Don’t repartition unless you have a reason. repartition() is itself a wide transformation. Calling it for cosmetic reasons is paying for a shuffle to no benefit. Good reasons: severe skew, pre-partitioning for many aggregations on a key, or controlling output file count before a write.
Use coalesce to reduce partitions before writing. If your DataFrame has 200 partitions and you’re writing a small result, coalesce(8) gives 8 output files with no shuffle.
A warning about skew: the narrow-vs-wide model assumes shuffle output partitions are roughly balanced. In real life they often aren’t. If 80% of your orders are from Italy and you groupBy("Country"), the IT reduce task gets 80% of the data, runs 50x slower than the rest, and dominates wall-clock time. Categorical columns with one dominant value are the usual suspects. Diagnosis and fixes come later in the course.
Putting it together
A realistic pipeline. Mark each line as narrow (N), wide (W), or action (A):
df = (spark.read.parquet("./orders") # ___
.where(col("OrderDate") >= "2026-01-01") # ___
.withColumn("Total", # ___
col("Total").cast("double"))
.join(customers, "CustomerId", "left") # ___
.groupBy("Country", "CustomerId") # ___
.agg(F.sum("Total").alias("LTV"))
.orderBy(F.desc("LTV")) # ___
.limit(100) # ___
.write.parquet("./out/top100")) # ___
Read, filter (N), withColumn (N), join (W), groupBy.agg (W), orderBy (W), limit (N), write (A). Three wide transformations, four stages, one action. The cost is dominated by the three shuffles — the join, the group, the sort — not by the narrow steps.
If this pipeline were slow, the fix isn’t in the narrow lines. It’s in: could customers be broadcast? Could we group on a smaller cardinality first?

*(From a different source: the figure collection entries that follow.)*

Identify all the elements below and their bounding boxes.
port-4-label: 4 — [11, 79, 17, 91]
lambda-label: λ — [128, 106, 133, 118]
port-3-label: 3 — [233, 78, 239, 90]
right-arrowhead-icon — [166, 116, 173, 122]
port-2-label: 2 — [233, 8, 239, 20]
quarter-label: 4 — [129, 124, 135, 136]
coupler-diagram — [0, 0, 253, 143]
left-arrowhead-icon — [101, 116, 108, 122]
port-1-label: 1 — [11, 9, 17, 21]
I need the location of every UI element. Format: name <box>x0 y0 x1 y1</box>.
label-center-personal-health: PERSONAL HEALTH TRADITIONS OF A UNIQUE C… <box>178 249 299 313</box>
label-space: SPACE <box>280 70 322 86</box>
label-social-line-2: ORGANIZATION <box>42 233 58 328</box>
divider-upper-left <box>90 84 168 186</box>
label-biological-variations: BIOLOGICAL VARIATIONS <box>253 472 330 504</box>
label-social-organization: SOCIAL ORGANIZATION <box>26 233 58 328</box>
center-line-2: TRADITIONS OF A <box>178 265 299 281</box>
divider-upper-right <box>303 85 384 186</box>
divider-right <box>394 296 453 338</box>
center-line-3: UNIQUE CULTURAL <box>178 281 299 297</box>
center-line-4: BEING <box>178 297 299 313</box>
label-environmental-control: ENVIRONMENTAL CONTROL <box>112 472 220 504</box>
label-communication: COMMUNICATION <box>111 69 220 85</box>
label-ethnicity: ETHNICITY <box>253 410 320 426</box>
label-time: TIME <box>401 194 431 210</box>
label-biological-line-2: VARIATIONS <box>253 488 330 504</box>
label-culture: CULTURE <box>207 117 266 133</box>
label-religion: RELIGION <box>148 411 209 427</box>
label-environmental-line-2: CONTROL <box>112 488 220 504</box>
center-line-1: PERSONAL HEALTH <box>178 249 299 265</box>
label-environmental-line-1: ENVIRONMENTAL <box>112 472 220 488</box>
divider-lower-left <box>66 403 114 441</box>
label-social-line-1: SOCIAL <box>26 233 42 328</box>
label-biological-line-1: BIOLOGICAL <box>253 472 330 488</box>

The levers are always the same — make shuffles smaller, fewer, or avoidable.
Run this on your own machine
from pyspark.sql import SparkSession
from pyspark.sql import functions as F
from pyspark.sql.functions import col
spark = (SparkSession.builder.appName("NarrowWide").master("local[*]").getOrCreate())
df = spark.createDataFrame(
[(i, "IT" if i % 3 == 0 else "NL", float(i)) for i in range(1000)],
"OrderId INT, Country STRING, Total DOUBLE",
)
# 1. Pure narrow chain — no Exchange in the plan
narrow = (df
.where(col("Country") == "IT")
.withColumn("WithVat", col("Total") * 1.22)
.withColumn("Region", F.lit("EU")))
narrow.explain()
# 2. Single wide step — one Exchange, two stages
single_wide = narrow.groupBy("Country").agg(F.sum("WithVat").alias("Total"))
single_wide.explain()
# 3. Multiple wide steps — multiple Exchanges, more stages
multi_wide = (narrow
.join(df.select("OrderId", "Total").alias("d2"), "OrderId")
.groupBy("Country").agg(F.sum("WithVat").alias("Total"))
.orderBy(F.desc("Total")))
multi_wide.explain()
# 4. coalesce vs repartition: count Exchange operators
coalesced = narrow.coalesce(2)
coalesced.explain() # no Exchange — just partition combining
repartitioned = narrow.repartition(8)
repartitioned.explain() # Exchange present — full shuffle
# 5. Run the wide pipeline and check the Spark UI for stage count
multi_wide.write.mode("overwrite").parquet("./tmp/wide_demo")
# Open http://localhost:4040 — you should see one job with three stages
# (one per Exchange plus the final write).
Stare at those plans until the Exchange operator becomes the thing your eyes go to first. That’s the muscle to build. From here on, “is this pipeline going to be fast?” is mostly the same question as “how many Exchanges does its plan have, and how big is the data going through each one?”
Next lesson: the DAG. How Spark turns a logical plan into stages, what the lineage graph buys you (fault tolerance for free), and how to read the Spark UI’s DAG visualization for any job. Lesson 23 is caching — the playbook for when, what, and how to cache so your iterative work doesn’t pay the shuffle tax twice.